Electric current

When a charge of negative electricity, i.e. of electrons, is put at a point on a conductor, that point is momentarily at a potential lower than the potential of the rest of the conductor, the electrons flowing along the conductor until all its parts are at the same potential. In case a positive charge is put at a point, the electrons move to that point, the potential at the point being raised, electrons will flow awards that point until all points of the conductor are gain at the same potential.

If a steady potential difference is maintained by some leans between two points in a metallic conductor as between the two ends of a copper wire, there will be a steady stream of electrons flowing from the end at low potential to the one at high potential. (Of course, you will remember that the terms "stream" and "flow" are synonyms). This stream (or flow) of moving electrons is one form of electric current. The magnitude of the current is the quantity of electric charge carried by the electrons in a unit of time through any cross-section of the conductor. By a convention adopted before electrons were discovered, we usually say that the electric current in such a conductor flows from points of high potential to those of low potential or in the direction of the potential gradient. However, saying that a current is flowing from point A to point B in a metallic conductor, we really mean that electrons are flowing from point B to point A. Such a current does not change the chemical constitution the conductor.

The conductor being a solution, say, of salt in water, the molecules of salt are ionized, both positive and negative ions moving under the influence of the electric field, this case the sum of the quantities of positive and negative electricity, carried by the ions in a unit of time through any cross-section of the liquid, constitutes the electric current. Such a current is usually accompanied by a chemical action.

An electric current passes through a gas only when the molecules or atoms of the gas are ionized. Here again, both the positive and the negative ions or electrons move under the influence of the electric field, the sum of the quantities of positive and negative electricity carried by the ions in a unit of time through any cross-section of the gas constituting the electric current.

Speaking of electricity in motion, reference should be made to Volta, professor of natural history, at the University of Pavia, Italy. Volta was a clever experimentalist, with a thorough knowledge of all that had been done by others in the field of electricity, a great scientist. In 1800, he constructed the first source of steady, continuous current— the voltaic pile. The voltaic pile was the first battery transforming chemical energy into electrical energy. It is to this invention that we owe the development of modern electrical science and industry.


_Goal of the exercise:_ In the records below, find every line that contains "Parents" and list it.

_Excerpts from a figure dataset:_
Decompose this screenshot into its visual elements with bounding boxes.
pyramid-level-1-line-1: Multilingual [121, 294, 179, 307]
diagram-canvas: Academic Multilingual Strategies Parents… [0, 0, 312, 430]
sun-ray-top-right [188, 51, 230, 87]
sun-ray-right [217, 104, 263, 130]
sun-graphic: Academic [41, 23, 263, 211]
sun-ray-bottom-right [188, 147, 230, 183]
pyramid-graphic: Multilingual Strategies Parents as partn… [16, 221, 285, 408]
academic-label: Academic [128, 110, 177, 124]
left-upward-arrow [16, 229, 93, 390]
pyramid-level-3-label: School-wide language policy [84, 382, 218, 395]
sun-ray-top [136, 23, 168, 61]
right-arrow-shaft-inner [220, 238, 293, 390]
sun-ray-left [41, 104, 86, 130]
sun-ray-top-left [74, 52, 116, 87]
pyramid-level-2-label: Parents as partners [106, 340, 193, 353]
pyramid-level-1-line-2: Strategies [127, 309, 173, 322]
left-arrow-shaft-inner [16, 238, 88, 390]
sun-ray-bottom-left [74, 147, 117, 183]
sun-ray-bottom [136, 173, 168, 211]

_Exercise solution:_
diagram-canvas: Academic Multilingual Strategies Parents… [0, 0, 312, 430]
pyramid-graphic: Multilingual Strategies Parents as partn… [16, 221, 285, 408]
pyramid-level-2-label: Parents as partners [106, 340, 193, 353]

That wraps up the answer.